第45章 MOUNTAIN-FRIENDS(1)
THE pleasure we found in making new acquaintances among our workmates arose partly from their having come from great distances,regions unknown to us,as the northern districts of Maine and New Hampshire and Vermont were,in those days of stage-coach traveling,when rail-roads had as yet only connected the larger cities with one another.
It seemed wonderful to me to be talking with anybody who had really seen mountains and lived among them.One of the younger girls,who worked beside me during my very first days in the mill,had come from far up near the sources of the Merrimack,and she told me a great deal about her home,and about farm-life among the hills.I listened almost with awe when she said that she lived in a valley where the sun set at four o'clock,and where the great snowstorms drifted in so that sometimes they did not see a neighbor for weeks.
To have mountain-summits looking down upon one out of the clouds,summer and winter,by day and by night,seemed to me something both delightful and terrible.And yet here was this girl to whom it all appeared like the merest commonplace.What she felt about it was that it was "awful cold,sometimes;the days were so short!and it grew dark so early!"Then she told me about the spinning,and the husking,and the sugar-making,while we sat in a corner together,waiting to replace the full spools by empty ones,--the work usually given to the little girls.
I had a great admiration for this girl,because she had come from those wilderness-regions.The scent of pine-woods and checker-berry-leaves seemed to bang about her.I believe I liked her all the better because she said "daown"and "haow."It was part of the mountain-flavor.
I tried,on my part,to impress her with stories of the sea;but I did not succeed very well.Her principal comment was,"They don't think much of sailors up aour way."And I received the impression,from her and others,and from my own imagination,that rural life was far more delightful than the life of towns.
But there is something in the place where we were born that holds us always by the heartstrings.A town that still has a great deal of the country in it,one that is rich in beautiful scenery and ancestral associations,is almost like a living being,with a body and a soul.We speak of such a town,if our birthplace,as of a mother,and think of ourselves as her sons and daughters.
So we felt,my sisters and I,about our dear native town of Beverly.Its miles of sea-border,almost every sunny cove and rocky headland of which was a part of some near relative's homestead,were only half a day's journey distant;and the misty ocean-spaces beyond still widened out on our imagination from the green inland landscape around us.But the hills sometimes shut us in,body and soul.To those who have been reared by the sea a wide horizon is a necessity,both for the mind and for the eye.
We had many opportunities of escape towards our native shores,for the larger part of our large family still remained there,and there was a constant coming and going among us.The stagedriver looked upon us as his especial charge,and we had a sense of personal property in the Salem and Lowell stagecoach,which had once,like a fairy-godmother's coach,rumbled down into our own little lane,taken possession of us,and carried us off to a new home.
My married sisters had families growing up about them,and they liked to have us younger ones come and help take care of their babies.One of them sent for me just when the close air and long days'work were beginning to tell upon my health,and it was decided that I had better go.The salt wind soon restored my strength,and those months of quiet family life were very good for me.
Like most young girls,I had a motherly fondness for little children,and my two baby-nephews were my pride and delight.The older one had a delicate constitution,and there was a thoughtful,questioning look in his eyes,that seemed to gaze forward almost sadly,and foresee that be should never attain to manhood.The younger,a plump,vigorous urchin,three or four months old,did,without doubt,"feel his life in every limb."He was my especial charge,for his brother's clinging weakness gave him,the first-born,the place nearest his mother's heart.The baby bore the family name,mine and his mother's;"our little Lark,"we sometimes called him,for his wide-awakeness and his merry-heartedness.(Alas!neither of those beautiful boys grew up to be men!One page of my home-memories is sadly written over with their elegy,the "Graves of a Household."Father,mother,and four sons,an entire family,long since passed away from earthly sight.)The tie between my lovely baby-nephew and myself became very close.The first two years of a child's life are its most appealing years,and call out all the latent tenderness of the nature on which it leans for protection.I think I should have missed one of the best educating influences of my youth,if I had not had the care of that baby for a year or more just as Ientered my teens.I was never so happy as when I held him in my arms,sleeping or waking;and he,happy anywhere,was always contented when he was with me.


■ **TASK ITEM**: State how many lines in the following entries hold the word "divider". The reply is that number only.
+ + + + +
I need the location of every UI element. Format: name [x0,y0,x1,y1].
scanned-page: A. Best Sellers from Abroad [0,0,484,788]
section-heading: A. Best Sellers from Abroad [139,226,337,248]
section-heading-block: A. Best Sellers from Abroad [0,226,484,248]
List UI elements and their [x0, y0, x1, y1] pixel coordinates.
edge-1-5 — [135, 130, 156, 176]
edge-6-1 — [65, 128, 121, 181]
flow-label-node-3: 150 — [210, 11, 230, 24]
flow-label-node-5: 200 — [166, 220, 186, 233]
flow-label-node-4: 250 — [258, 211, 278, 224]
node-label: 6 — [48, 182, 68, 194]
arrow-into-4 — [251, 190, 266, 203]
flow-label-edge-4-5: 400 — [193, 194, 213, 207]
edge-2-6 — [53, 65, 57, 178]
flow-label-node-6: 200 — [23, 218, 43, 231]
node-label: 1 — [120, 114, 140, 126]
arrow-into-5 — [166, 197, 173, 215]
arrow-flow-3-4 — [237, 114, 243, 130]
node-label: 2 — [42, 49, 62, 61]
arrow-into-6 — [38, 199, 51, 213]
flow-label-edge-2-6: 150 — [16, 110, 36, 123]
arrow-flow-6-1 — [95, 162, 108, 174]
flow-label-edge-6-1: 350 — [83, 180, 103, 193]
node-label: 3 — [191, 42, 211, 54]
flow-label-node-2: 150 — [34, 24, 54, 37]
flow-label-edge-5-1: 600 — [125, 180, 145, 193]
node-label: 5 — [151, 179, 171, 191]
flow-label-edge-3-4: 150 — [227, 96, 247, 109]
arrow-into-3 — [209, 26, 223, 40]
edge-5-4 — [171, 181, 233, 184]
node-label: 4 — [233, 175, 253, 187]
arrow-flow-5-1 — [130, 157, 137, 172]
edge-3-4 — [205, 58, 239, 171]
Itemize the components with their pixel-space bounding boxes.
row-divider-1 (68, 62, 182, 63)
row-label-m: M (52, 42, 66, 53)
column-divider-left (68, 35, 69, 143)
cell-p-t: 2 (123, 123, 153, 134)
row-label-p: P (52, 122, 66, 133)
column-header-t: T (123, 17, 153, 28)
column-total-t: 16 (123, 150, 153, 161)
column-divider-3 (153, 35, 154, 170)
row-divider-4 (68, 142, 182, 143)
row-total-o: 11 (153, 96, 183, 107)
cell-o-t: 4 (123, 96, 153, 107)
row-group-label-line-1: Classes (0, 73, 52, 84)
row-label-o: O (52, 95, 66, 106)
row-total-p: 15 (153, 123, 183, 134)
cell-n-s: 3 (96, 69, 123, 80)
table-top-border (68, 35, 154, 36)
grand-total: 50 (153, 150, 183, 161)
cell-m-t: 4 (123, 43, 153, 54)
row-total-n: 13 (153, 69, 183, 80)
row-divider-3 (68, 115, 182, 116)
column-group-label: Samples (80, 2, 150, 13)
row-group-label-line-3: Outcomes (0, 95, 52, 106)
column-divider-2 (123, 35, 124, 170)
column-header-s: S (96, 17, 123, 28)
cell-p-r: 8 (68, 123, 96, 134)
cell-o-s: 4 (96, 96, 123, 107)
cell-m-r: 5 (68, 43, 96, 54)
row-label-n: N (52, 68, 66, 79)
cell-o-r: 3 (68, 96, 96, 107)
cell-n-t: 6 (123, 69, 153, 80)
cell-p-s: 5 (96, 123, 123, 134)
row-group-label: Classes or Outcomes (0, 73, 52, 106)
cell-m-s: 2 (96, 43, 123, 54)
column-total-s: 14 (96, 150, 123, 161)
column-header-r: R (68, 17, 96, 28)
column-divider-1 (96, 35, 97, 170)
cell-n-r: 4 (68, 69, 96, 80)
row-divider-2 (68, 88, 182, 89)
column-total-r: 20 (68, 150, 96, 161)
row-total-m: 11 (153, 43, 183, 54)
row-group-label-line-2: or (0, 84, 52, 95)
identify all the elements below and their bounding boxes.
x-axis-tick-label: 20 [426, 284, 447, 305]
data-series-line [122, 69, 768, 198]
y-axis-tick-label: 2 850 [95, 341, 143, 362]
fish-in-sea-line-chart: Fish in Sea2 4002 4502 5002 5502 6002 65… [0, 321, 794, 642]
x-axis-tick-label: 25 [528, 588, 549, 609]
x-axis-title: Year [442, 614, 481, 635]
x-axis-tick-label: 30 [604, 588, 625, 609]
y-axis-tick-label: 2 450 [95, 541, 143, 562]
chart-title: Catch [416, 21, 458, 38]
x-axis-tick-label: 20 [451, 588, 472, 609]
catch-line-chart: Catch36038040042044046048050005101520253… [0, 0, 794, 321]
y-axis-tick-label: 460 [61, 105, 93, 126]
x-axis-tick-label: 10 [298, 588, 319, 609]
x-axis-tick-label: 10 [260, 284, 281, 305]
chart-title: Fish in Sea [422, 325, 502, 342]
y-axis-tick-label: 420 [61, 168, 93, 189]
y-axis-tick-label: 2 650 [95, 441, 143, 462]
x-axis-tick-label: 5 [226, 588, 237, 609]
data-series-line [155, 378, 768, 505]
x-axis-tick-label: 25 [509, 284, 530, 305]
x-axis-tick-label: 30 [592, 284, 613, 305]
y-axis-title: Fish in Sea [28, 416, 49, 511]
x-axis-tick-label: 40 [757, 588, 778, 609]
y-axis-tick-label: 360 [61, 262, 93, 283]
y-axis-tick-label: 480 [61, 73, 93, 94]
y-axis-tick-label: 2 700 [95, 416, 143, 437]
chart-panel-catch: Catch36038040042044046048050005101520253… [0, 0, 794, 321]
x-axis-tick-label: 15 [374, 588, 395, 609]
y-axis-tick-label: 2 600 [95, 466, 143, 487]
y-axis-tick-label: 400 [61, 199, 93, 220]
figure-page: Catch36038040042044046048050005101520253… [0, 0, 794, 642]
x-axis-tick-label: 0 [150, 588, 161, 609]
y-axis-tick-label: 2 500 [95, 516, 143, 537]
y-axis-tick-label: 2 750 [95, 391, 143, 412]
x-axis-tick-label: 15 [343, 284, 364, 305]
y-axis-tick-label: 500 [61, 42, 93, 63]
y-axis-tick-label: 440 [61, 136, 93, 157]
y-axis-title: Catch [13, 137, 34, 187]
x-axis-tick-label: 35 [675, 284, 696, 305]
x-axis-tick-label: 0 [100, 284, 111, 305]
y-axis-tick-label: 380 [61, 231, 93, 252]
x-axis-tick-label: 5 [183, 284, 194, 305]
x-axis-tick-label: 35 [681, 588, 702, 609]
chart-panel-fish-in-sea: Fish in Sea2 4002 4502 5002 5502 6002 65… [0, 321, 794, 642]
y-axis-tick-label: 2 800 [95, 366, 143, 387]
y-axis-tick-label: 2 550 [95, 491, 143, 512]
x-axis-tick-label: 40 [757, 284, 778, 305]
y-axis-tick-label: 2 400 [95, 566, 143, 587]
+ + + + +
■ **RESPONSE**: 8